John CryanReutersDeutsche Bank CEO John Cryan pictured in 2009.
Deutsche Bank unveiled a record loss for the third quarter of this year.
Its litigation reserves now top €4.8 billion.
Revenues were down by 7% in the third quarter, compared to the same period last year, reaching € 7.3 billion mainly due to the bank’s stake in China's Hua Xia Bank.
And newly installed CEO John Cryan is taking drastic steps to turn the beleaguered bank around — he's cutting around 30,000 jobs over the next two years and making the lender exit 10 countries
Reuters added another set of numbers into the mix and said on its newswires that on top of the 9,000 full-time jobs and 6,000 reduction in contractor roles, around 20,000 jobs will be axed will be cut from its Postbank subsidiary when it sells it off and from other "external assets."
On a conference call, the FT said Cryan told analysts and reporters about the bank is on course to execute its plan:
Sadly, this also means closing some of our branches and country locations, and reducing some of our front-office and infrastructure staff too. This is never an easy task, and we will not do so lightly. I promise that we will take great care in this process, moving forward together with our workers' representatives.
The FT reports Deutsche Bank exiting Argentina, Chile, Peru, Mexico and Uruguay, Denmark, Finland, Norway, Malta, New Zealand, and is shifting its Brazilian trading operations to other "global and regional centres."
The terrible results don't come as too much of a surprise, considering Cryan said 24 hours ago that the bank would scrap dividends for 2015 and 2016 while it concentrates on bringing the bank back to profitability.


Work through the entries below and show every line in which "date" is found.

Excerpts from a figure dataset
Segment Open

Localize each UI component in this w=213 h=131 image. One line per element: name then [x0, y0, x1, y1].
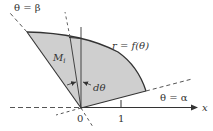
polar-region-diagram: θ = β r = f(θ) Mi dθ 0 1 θ = α x — [0, 0, 213, 131]
ray-theta-alpha-extension — [146, 79, 192, 91]
label-tick-one: 1 — [118, 113, 124, 124]
label-origin: 0 — [77, 113, 83, 124]
label-point-m-main: M — [52, 52, 64, 63]
ray-theta-beta-extension — [10, 13, 27, 32]
label-theta-beta: θ = β — [14, 2, 41, 13]
label-curve: r = f(θ) — [112, 40, 149, 51]
label-point-m-sub: i — [63, 57, 65, 65]
label-x-axis: x — [202, 102, 208, 113]
label-theta-alpha: θ = α — [160, 92, 188, 103]
label-dtheta: dθ — [93, 82, 105, 93]
sector-ray-left-extension — [65, 12, 70, 37]
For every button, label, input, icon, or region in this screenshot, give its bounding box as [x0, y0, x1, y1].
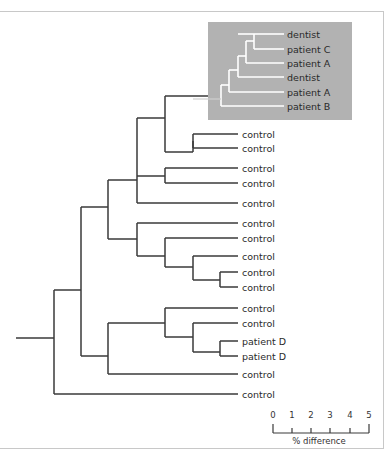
scale-tick-label: 0 [270, 410, 275, 420]
main-leaf-labels: control control control control control … [242, 129, 286, 400]
inset-leaf-label: dentist [287, 29, 320, 40]
leaf-label: control [242, 233, 275, 244]
scale-bar-label: % difference [292, 436, 345, 446]
leaf-label: patient D [242, 336, 286, 347]
leaf-label: control [242, 389, 275, 400]
leaf-label: control [242, 251, 275, 262]
scale-tick-label: 3 [327, 410, 332, 420]
inset-leaf-label: patient A [287, 87, 331, 98]
scale-bar: 0 1 2 3 4 5 % difference [270, 410, 371, 446]
leaf-label: control [242, 178, 275, 189]
scale-tick-label: 1 [289, 410, 294, 420]
scale-tick-label: 5 [366, 410, 371, 420]
phylogenetic-tree: dentist patient C patient A dentist pati… [0, 0, 390, 455]
leaf-label: control [242, 369, 275, 380]
leaf-label: control [242, 282, 275, 293]
leaf-label: control [242, 129, 275, 140]
inset-leaf-label: patient B [287, 101, 330, 112]
inset-leaf-label: patient C [287, 44, 331, 55]
scale-tick-label: 4 [347, 410, 352, 420]
leaf-label: control [242, 198, 275, 209]
leaf-label: control [242, 218, 275, 229]
main-branches [16, 96, 238, 394]
leaf-label: patient D [242, 351, 286, 362]
leaf-label: control [242, 143, 275, 154]
leaf-label: control [242, 318, 275, 329]
leaf-label: control [242, 267, 275, 278]
inset-leaf-label: dentist [287, 72, 320, 83]
leaf-label: control [242, 303, 275, 314]
leaf-label: control [242, 163, 275, 174]
scale-tick-label: 2 [308, 410, 313, 420]
inset-leaf-label: patient A [287, 58, 331, 69]
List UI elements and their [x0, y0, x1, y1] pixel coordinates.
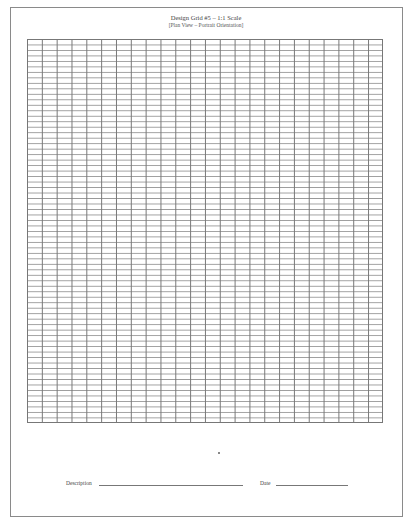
document-title: Design Grid #5 – 1:1 Scale: [0, 14, 412, 22]
description-label: Description: [66, 480, 92, 487]
date-field[interactable]: [276, 485, 348, 486]
date-label: Date: [260, 480, 270, 487]
document-subtitle: [Plan View – Portrait Orientation]: [0, 22, 412, 29]
center-mark-icon: [218, 452, 220, 454]
description-field[interactable]: [99, 485, 243, 486]
design-grid: [27, 39, 383, 423]
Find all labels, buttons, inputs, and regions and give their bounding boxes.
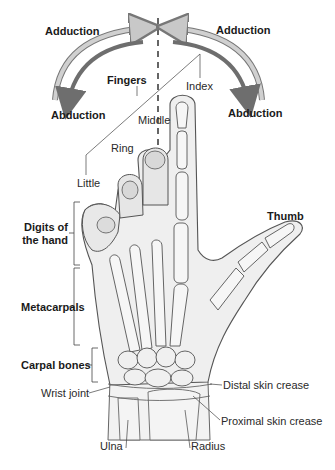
label-radius: Radius	[191, 440, 225, 453]
label-proximal-skin-crease: Proximal skin crease	[221, 415, 322, 428]
hand-anatomy-diagram: Adduction Adduction Abduction Abduction …	[0, 0, 335, 470]
label-ulna: Ulna	[100, 440, 123, 453]
label-middle-finger: Middle	[138, 114, 170, 127]
radius-bone	[148, 389, 200, 440]
label-adduction-right: Adduction	[216, 24, 270, 37]
label-adduction-left: Adduction	[45, 25, 99, 38]
label-carpal-bones: Carpal bones	[21, 359, 91, 372]
label-fingers: Fingers	[107, 74, 147, 87]
label-index-finger: Index	[186, 80, 213, 93]
label-distal-skin-crease: Distal skin crease	[223, 379, 309, 392]
label-thumb: Thumb	[267, 210, 304, 223]
label-digits-of-the-hand: Digits of the hand	[18, 221, 68, 247]
label-wrist-joint: Wrist joint	[41, 387, 89, 400]
label-ring-finger: Ring	[111, 142, 134, 155]
label-abduction-right: Abduction	[228, 107, 282, 120]
adduction-arrow-left	[55, 28, 145, 100]
label-little-finger: Little	[77, 177, 100, 190]
label-abduction-left: Abduction	[51, 109, 105, 122]
ulna-bone	[118, 398, 140, 440]
label-metacarpals: Metacarpals	[21, 301, 85, 314]
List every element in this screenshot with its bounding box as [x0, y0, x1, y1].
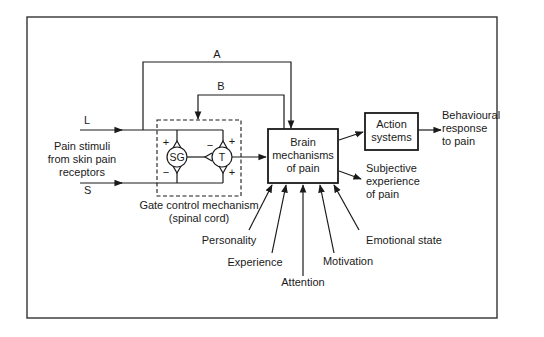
influence-attention: Attention	[281, 276, 324, 288]
svg-text:Behavioural: Behavioural	[442, 109, 500, 121]
svg-text:Gate control mechanism: Gate control mechanism	[139, 199, 258, 211]
svg-text:Brain: Brain	[290, 136, 316, 148]
path-b-label: B	[217, 80, 224, 92]
svg-text:to pain: to pain	[442, 135, 475, 147]
svg-text:of pain: of pain	[366, 188, 399, 200]
svg-text:of pain: of pain	[286, 162, 319, 174]
emotional-state-arrow	[334, 185, 359, 230]
svg-text:receptors: receptors	[59, 166, 105, 178]
influence-emotional-state: Emotional state	[366, 234, 442, 246]
action-systems-box: Action systems	[365, 113, 418, 150]
svg-text:from skin pain: from skin pain	[48, 153, 116, 165]
svg-text:(spinal cord): (spinal cord)	[169, 212, 230, 224]
brain-to-action-arrow	[339, 132, 363, 140]
path-a-label: A	[213, 48, 221, 60]
t-cell: T	[212, 147, 232, 167]
svg-text:response: response	[442, 122, 487, 134]
s-label: S	[84, 184, 91, 196]
influence-personality: Personality	[202, 234, 257, 246]
gate-control-diagram: A B L S Pain stimuli from skin pain rece…	[0, 0, 544, 337]
motivation-arrow	[320, 185, 334, 253]
pain-stimuli-label: Pain stimuli from skin pain receptors	[48, 140, 116, 178]
svg-text:+: +	[229, 135, 235, 147]
influence-experience: Experience	[227, 256, 282, 268]
sg-cell: SG	[167, 147, 187, 167]
subjective-experience-label: Subjective experience of pain	[366, 162, 420, 200]
svg-text:Pain stimuli: Pain stimuli	[54, 140, 110, 152]
svg-text:experience: experience	[366, 175, 420, 187]
brain-to-subjective-arrow	[339, 171, 361, 179]
l-label: L	[84, 114, 90, 126]
influence-motivation: Motivation	[323, 255, 373, 267]
experience-arrow	[272, 185, 286, 253]
l-fibre-input: L	[80, 114, 223, 141]
brain-mechanisms-box: Brain mechanisms of pain	[268, 129, 338, 183]
svg-text:−: −	[207, 139, 213, 151]
svg-text:systems: systems	[371, 131, 412, 143]
gate-caption: Gate control mechanism (spinal cord)	[139, 199, 258, 224]
svg-text:+: +	[229, 166, 235, 178]
svg-text:mechanisms: mechanisms	[272, 149, 334, 161]
svg-text:T: T	[219, 151, 226, 163]
svg-text:Subjective: Subjective	[366, 162, 417, 174]
svg-text:SG: SG	[169, 151, 184, 163]
behavioural-response-label: Behavioural response to pain	[442, 109, 500, 147]
svg-text:−: −	[163, 166, 169, 178]
svg-text:+: +	[163, 136, 169, 148]
svg-text:Action: Action	[376, 118, 407, 130]
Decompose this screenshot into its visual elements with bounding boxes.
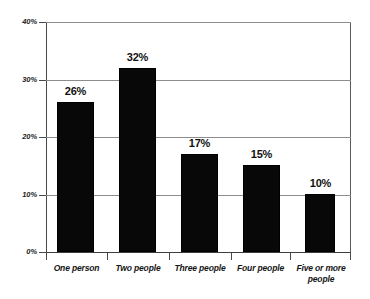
y-axis-label-0: 0% <box>3 247 37 256</box>
bar-five-or-more-people <box>305 194 335 252</box>
y-axis-label-40: 40% <box>3 17 37 26</box>
y-tick-30 <box>39 80 46 81</box>
y-tick-0 <box>39 252 46 253</box>
y-tick-10 <box>39 195 46 196</box>
value-label-two-people: 32% <box>117 51 158 63</box>
bar-four-people <box>243 165 280 252</box>
x-axis-label-three-people-line-1: Three people <box>167 263 233 274</box>
bar-chart: 40% 30% 20% 10% 0% 26% 32% 17% 15% 10% O… <box>0 0 370 299</box>
gridline-40 <box>46 22 351 23</box>
x-axis-label-three-people: Three people <box>167 263 233 274</box>
x-axis-label-two-people-line-1: Two people <box>107 263 169 274</box>
x-tick-3 <box>231 253 232 260</box>
value-label-three-people: 17% <box>179 137 220 149</box>
x-tick-start <box>46 253 47 260</box>
value-label-four-people: 15% <box>241 148 282 160</box>
x-axis-label-one-person-line-1: One person <box>46 263 107 274</box>
x-tick-end <box>350 253 351 260</box>
bar-three-people <box>181 154 218 252</box>
y-axis-label-20: 20% <box>3 132 37 141</box>
x-axis-label-four-people-line-1: Four people <box>231 263 290 274</box>
x-axis-label-five-or-more-people-line-1: Five or more <box>288 263 354 274</box>
bar-one-person <box>57 102 94 252</box>
x-tick-1 <box>107 253 108 260</box>
x-axis-label-five-or-more-people: Five or more people <box>288 263 354 284</box>
value-label-one-person: 26% <box>55 85 96 97</box>
bar-two-people <box>119 68 156 252</box>
y-axis-label-30: 30% <box>3 75 37 84</box>
x-axis-label-four-people: Four people <box>231 263 290 274</box>
x-axis-label-one-person: One person <box>46 263 107 274</box>
y-tick-40 <box>39 22 46 23</box>
y-axis-label-10: 10% <box>3 190 37 199</box>
value-label-five-or-more-people: 10% <box>300 177 341 189</box>
x-tick-4 <box>290 253 291 260</box>
x-axis-label-two-people: Two people <box>107 263 169 274</box>
gridline-30 <box>46 80 351 81</box>
x-tick-2 <box>169 253 170 260</box>
y-tick-20 <box>39 137 46 138</box>
x-axis-label-five-or-more-people-line-2: people <box>288 274 354 285</box>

Segment Closed

- _YOUR SOLUTION_
date-field[interactable]: [276, 485, 348, 486]
date-label: Date: [260, 480, 270, 487]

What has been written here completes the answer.